Clinicians want to see clinical content and value in the systems: the WIFM factor (What’s In It for me). The Connecting for Health system appears to many to do nothing to improve their ability to care for patients in a more informed and effective way.

In Toronto in the 90s we were budgeting to spend 2-3% on health information systems. The money was invested locally and the priorities set locally. With an eye to creating community health information networks linking primary, secondary and tertiary care providers.

However, in today’s world of standard protocols shared by all system developers, images (DICOM) and text can be accessed across the country. Hence the need for central control is meaningless, except to satisfy risk adverse politicians and bolster the un-devolved command and control culture that England seems to have convinced itself passes for effective oversight of public funds.

Solutions

My suggestions of alternatives are many, but I would return to the initial premise which drove our implementation at Sunnybrook. This is that the information strategy has to be part of a broader vision and strategy aligned to the needs of the local institutions and the populations they serve.

This requires true devolution, ensuring the strategy is owned by local organisations and clinicians. I would suggest centring the system around natural communities with a reasonably sized health economy, containing for example around 1m people.

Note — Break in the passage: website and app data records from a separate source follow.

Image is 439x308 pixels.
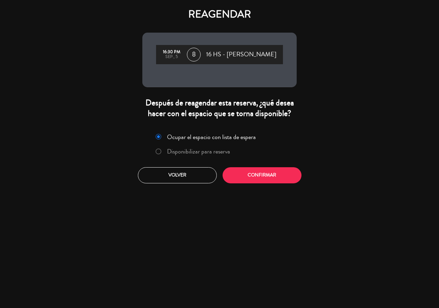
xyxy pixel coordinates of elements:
button: Volver [138,167,217,183]
div: sep., 5 [159,55,184,59]
label: Disponibilizar para reserva [167,148,230,154]
span: 8 [187,48,201,61]
div: 16:30 PM [159,50,184,55]
span: 16 HS - [PERSON_NAME] [206,49,276,60]
label: Ocupar el espacio con lista de espera [167,134,256,140]
h4: REAGENDAR [142,8,297,21]
div: Después de reagendar esta reserva, ¿qué desea hacer con el espacio que se torna disponible? [142,97,297,119]
button: Confirmar [223,167,302,183]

Individual NHS trusts, foundation trusts and PCTs should have the ability to create their own local Information strategies and organisation to co-ordinate it, and also own responsibility for their part in the overall plan.

The design of the system should focus on the following overall goals:

  • To provide integrated care across the health continuum;
  • Ensure timely information is available at the point of care to the appropriate professional staff;
  • Enabling new ways of working that optimise the use of professional time and enhance the patient experience;
  • Provide good and timely information to inform the effective management of the “local health system”.

Priority should be given to clinical content to support clinicians and enable knowledge at the point of care. Meanwhile, the central government role should be to provide common standards and protocols, strategic sourcing of products and technology that can be called off by the individual organisation, and some core content relevant to national policies and guidelines. Funds for this purpose should be devolved on a weighted population basis.

The local institutions should make their own investment decisions based on their business case which is based on the systems ability to enable health system improvements and cost savings.

Throughout the NHS system we now have have a dog’s breakfast of approaches that sees increasing command and control being exercised from the centre while responsibility for the outcome is being pushed down. I believe this paradox is blighting creativity within the system and devaluing the UK’s healthcare reputation throughout the world.

For this reason I sometimes hope this system fails spectacularly, if only to expose the misguided nature of this approach and expose the ‘control freak’-type behaviour that is equally damaging to other aspects of our neglected health care system.